When a circle is to be drawn on a rectangular grid of discrete points, direct use of the equation
is inefficient, since it requires repeated squaring and comparison. Early computing devices and plotting machines were not suited to such operations. A method was therefore sought which would permit the tracing of a circular arc by means of addition alone.
The midpoint circle method fulfills this requirement by maintaining a running error value which measures the deviation of the plotted points from the true curve.
Let a circle of radius r be centered at the origin. Its equation may be written as:
For any point (x, y):
If f(x, y) < 0, the point lies inside the circle.
If f(x, y) = 0, the point lies on the circle.

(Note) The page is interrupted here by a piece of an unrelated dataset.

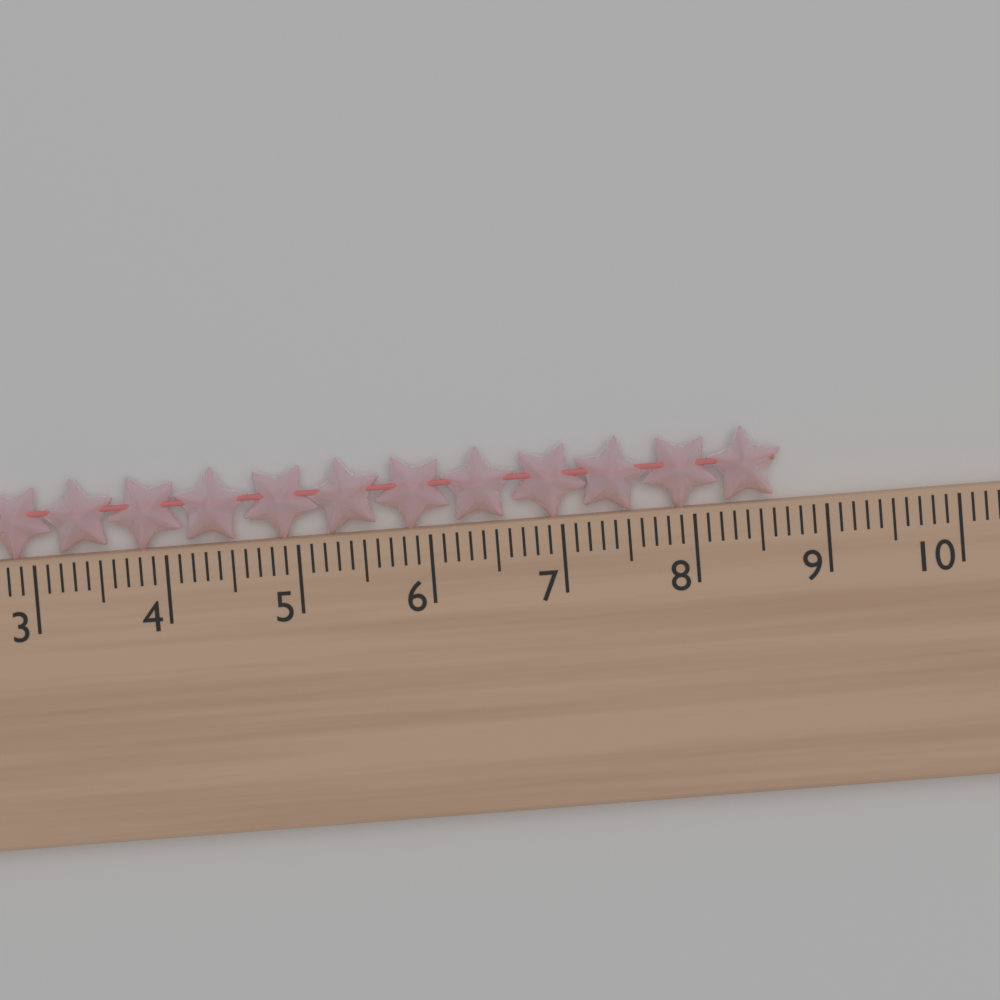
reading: 8.7 cm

If f(x, y) > 0, the point lies outside the circle.
Only the sign of f is required for decision making.
Because the circle is symmetric in eight directions, it is sufficient to compute points only in the region:
All remaining points are obtained by reflection.

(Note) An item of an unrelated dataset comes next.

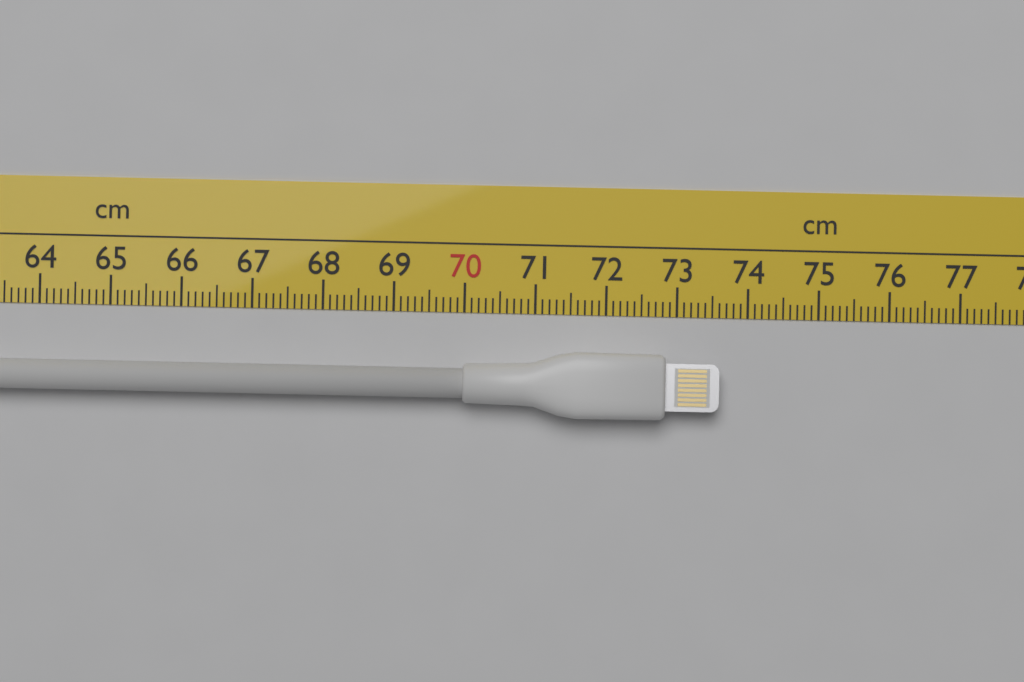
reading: 73.6 cm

The tracing begins at the top of the circle:
This point lies exactly on the circumference.
From a point (x, y), only two forward steps are permitted:
At each step, one of these two must be chosen.
Between the East and South-East candidates lies the midpoint:
If this midpoint lies inside the circle, then the East point is closer to the true curve. If it lies outside, the South-East point is closer.
We therefore evaluate:
Let:
Multiply by 4:
The value of D is updated incrementally instead of being recomputed.
The variable D represents the signed distance between the true circle and the midpoint.
If D < 0, choose East.
If D ≥ 0, choose South-East.
The midpoint circle method transforms the continuous equation of a circle into a discrete stepwise construction by maintaining a single error variable. The change in this variable is obtained directly from algebraic expansion. This permits accurate plotting using only integer arithmetic and is well suited to early computational machinery.